I am playing with a simple tutorial for drawing line in HTML5
canvas. Since, it is based on jQuery, it is easy to add lots of effects to the drawing.
How can I make the point clickable/hoverable to add jquery effects upon click/hover (mouseenter/mouseleave)? The points are drawn by
c.fillStyle = '#333';
for(var i = 0; i < data.values.length; i ++) {
c.beginPath();
c.arc(getXPixel(i), getYPixel(data.values[i].Y), 4, 0, Math.PI * 2, true);
c.fill();
}
How to add jquery selector? Basically, I want to show the point coordinates upon click or hover.
You can, however, position your buttons absolutely over top of a canvas or render areas in your canvas that 'look' like buttons and handle the events yourself (a lot of work).
According to the HTML specification you can't access the elements of the Canvas. You can get its context, and draw in it manipulate it, but that is all. BUT, you can put both the Canvas and the html element in the same div with a a position: relative and then set the canvas and the other element to position: absolute .
The problem is that jQuery works with DOM and not drawings on canvas. What you need to do is to store those points somewhere and on hovering over the canvas element, check if the coordinates of the mouse relative to the canvas ( i.e. if you place the mouse over the top-left corner of the canvas, coords are [0,0] ) are within the area of the point/shape. If so, the point is hovered over by the mouse and you can display the effect.
Psuedocode to understand better:
// adding shapes to the canvas
var shapes = []; // make that rects for simplicity.
For (condition):
shapes.push ( new Rect(x,y,width,height) );
canvas.rect( x, y, width, height );
// testing hover.
$("#canvas").mousemove(function(e) {
var offsetX = e.pageX - $(this).position().left;
var offsetY = e.pageY - $(this).position().top;
Foreach shape in shapes:
if( shape.contains(offsetX, offsetY) ) // a fictious method, implement it yourself...lookup for collision detection; not exactly that but something like that...
Mouse hovers! do something great.
});
Ok, maybe to find out if a point is contained within a rectangle, you can use something like this:
function contains(rect, x, y) {
return (x >= rect.x &&
x <= rect.x + rect.width &&
y >= rect.y &&
y <= rect.y + rect.height )
}
You could use a framework like EaselJS which abstracts all the hard work of handling mouse events on objects that you add to a canvas.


WORK INSTRUCTIONS:
Look through the data below and show every line that includes "marginals".

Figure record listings
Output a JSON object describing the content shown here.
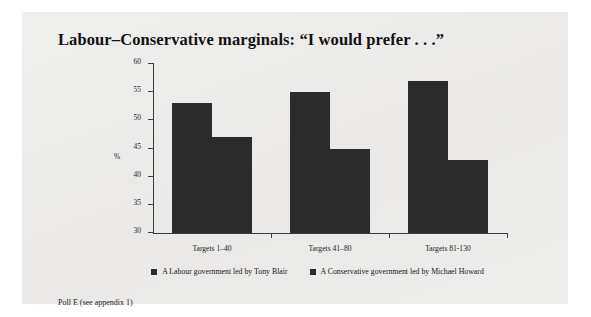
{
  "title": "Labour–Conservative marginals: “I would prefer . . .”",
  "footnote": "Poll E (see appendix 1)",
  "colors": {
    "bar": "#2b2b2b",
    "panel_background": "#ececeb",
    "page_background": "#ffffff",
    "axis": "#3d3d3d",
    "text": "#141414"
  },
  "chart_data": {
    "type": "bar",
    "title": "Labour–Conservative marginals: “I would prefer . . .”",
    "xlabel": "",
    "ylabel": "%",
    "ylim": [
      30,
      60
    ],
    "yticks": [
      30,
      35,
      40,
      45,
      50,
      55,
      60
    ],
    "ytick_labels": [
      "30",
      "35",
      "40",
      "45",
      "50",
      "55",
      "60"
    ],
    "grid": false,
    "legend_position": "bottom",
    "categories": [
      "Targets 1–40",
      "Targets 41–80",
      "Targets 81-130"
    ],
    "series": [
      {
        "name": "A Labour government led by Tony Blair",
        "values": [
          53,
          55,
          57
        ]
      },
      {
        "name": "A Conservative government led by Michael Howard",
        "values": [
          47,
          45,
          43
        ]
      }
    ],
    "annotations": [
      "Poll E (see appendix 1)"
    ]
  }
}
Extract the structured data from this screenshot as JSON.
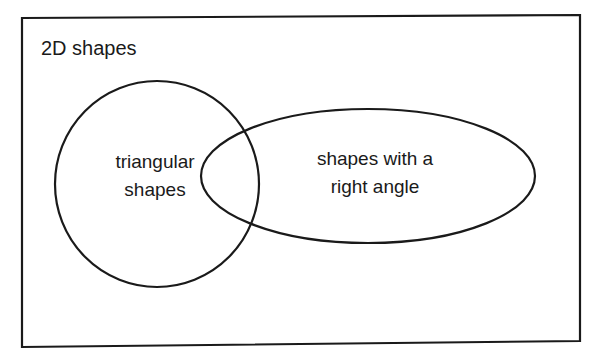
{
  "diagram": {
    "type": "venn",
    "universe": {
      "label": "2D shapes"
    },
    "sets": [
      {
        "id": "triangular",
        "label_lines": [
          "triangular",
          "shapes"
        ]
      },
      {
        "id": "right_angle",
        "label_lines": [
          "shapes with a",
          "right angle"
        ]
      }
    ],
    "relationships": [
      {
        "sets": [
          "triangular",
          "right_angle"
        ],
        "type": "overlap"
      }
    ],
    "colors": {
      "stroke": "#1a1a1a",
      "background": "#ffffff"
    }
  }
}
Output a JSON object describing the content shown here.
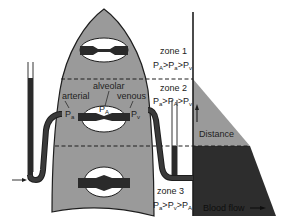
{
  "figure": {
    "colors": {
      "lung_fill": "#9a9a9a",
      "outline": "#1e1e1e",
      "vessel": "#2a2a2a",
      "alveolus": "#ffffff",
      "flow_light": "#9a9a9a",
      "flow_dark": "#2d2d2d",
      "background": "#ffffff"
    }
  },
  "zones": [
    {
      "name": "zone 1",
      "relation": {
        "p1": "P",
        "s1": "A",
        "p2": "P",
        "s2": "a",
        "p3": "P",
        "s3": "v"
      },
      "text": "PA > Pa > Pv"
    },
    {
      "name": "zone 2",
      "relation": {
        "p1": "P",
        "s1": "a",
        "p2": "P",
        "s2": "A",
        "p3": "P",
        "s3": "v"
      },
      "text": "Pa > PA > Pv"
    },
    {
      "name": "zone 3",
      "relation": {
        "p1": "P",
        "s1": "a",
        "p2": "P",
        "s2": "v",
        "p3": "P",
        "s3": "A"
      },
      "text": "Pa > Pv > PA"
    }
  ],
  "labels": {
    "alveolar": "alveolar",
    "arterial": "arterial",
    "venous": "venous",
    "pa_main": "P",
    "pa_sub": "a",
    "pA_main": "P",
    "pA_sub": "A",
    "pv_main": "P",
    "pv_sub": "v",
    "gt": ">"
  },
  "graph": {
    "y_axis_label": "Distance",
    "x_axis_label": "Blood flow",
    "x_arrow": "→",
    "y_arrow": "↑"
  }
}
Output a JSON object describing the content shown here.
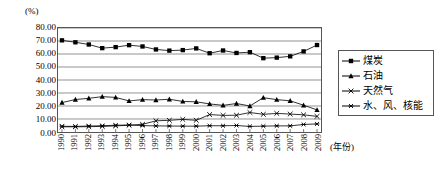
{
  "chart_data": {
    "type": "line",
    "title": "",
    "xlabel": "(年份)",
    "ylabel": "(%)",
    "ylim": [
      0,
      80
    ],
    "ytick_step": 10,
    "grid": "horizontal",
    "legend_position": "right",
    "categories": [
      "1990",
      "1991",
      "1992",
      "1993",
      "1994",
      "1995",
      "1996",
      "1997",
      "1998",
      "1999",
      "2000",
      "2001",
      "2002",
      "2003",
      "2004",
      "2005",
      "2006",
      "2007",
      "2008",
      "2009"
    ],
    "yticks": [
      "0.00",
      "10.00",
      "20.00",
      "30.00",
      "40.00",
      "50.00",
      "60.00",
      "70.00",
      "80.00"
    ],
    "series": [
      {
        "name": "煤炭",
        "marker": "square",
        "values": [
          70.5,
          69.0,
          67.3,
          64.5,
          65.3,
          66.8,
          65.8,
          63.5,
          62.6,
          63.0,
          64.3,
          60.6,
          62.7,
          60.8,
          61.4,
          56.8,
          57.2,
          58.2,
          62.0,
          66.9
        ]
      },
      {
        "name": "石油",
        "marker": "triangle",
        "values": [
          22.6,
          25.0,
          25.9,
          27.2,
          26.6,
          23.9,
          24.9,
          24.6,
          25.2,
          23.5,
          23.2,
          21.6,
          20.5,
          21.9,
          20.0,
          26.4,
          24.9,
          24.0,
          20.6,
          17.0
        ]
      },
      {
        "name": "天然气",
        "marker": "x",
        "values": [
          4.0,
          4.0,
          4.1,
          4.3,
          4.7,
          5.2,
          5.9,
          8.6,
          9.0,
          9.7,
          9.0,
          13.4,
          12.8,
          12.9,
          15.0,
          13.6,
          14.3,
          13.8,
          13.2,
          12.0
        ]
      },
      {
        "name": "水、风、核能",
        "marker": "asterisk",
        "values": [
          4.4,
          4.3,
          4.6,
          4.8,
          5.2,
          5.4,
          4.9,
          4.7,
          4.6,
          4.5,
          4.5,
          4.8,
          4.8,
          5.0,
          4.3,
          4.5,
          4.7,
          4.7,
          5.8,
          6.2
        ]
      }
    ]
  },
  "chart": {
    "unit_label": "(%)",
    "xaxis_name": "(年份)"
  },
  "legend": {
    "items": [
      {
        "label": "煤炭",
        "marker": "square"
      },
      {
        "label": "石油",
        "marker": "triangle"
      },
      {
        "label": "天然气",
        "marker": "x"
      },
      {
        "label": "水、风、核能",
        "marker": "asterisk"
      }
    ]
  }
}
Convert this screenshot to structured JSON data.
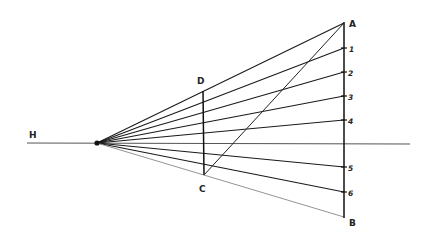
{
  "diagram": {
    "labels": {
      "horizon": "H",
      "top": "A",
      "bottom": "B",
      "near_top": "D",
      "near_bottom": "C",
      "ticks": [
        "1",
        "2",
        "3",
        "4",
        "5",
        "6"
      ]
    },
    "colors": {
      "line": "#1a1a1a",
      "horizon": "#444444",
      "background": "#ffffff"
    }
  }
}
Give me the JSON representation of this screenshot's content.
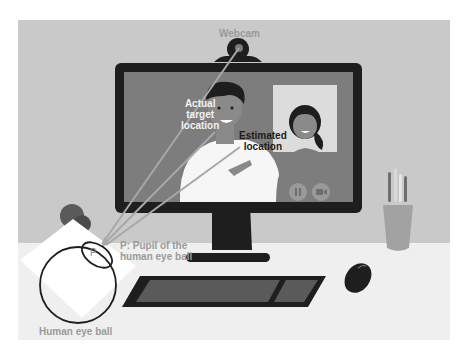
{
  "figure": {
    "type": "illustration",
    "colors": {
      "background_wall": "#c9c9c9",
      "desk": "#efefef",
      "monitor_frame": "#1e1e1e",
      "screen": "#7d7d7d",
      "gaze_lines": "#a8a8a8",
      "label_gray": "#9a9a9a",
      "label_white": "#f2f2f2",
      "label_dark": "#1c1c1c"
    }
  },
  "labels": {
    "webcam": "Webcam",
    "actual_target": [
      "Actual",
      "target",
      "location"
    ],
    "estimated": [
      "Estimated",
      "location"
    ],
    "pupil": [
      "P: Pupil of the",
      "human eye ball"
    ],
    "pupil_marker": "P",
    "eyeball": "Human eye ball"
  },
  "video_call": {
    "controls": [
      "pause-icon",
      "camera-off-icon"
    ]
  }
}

WRITTEN RESPONSE:
  "title": "Labour–Conservative marginals: “I would prefer . . .”",
    "title": "Labour–Conservative marginals: “I would prefer . . .”",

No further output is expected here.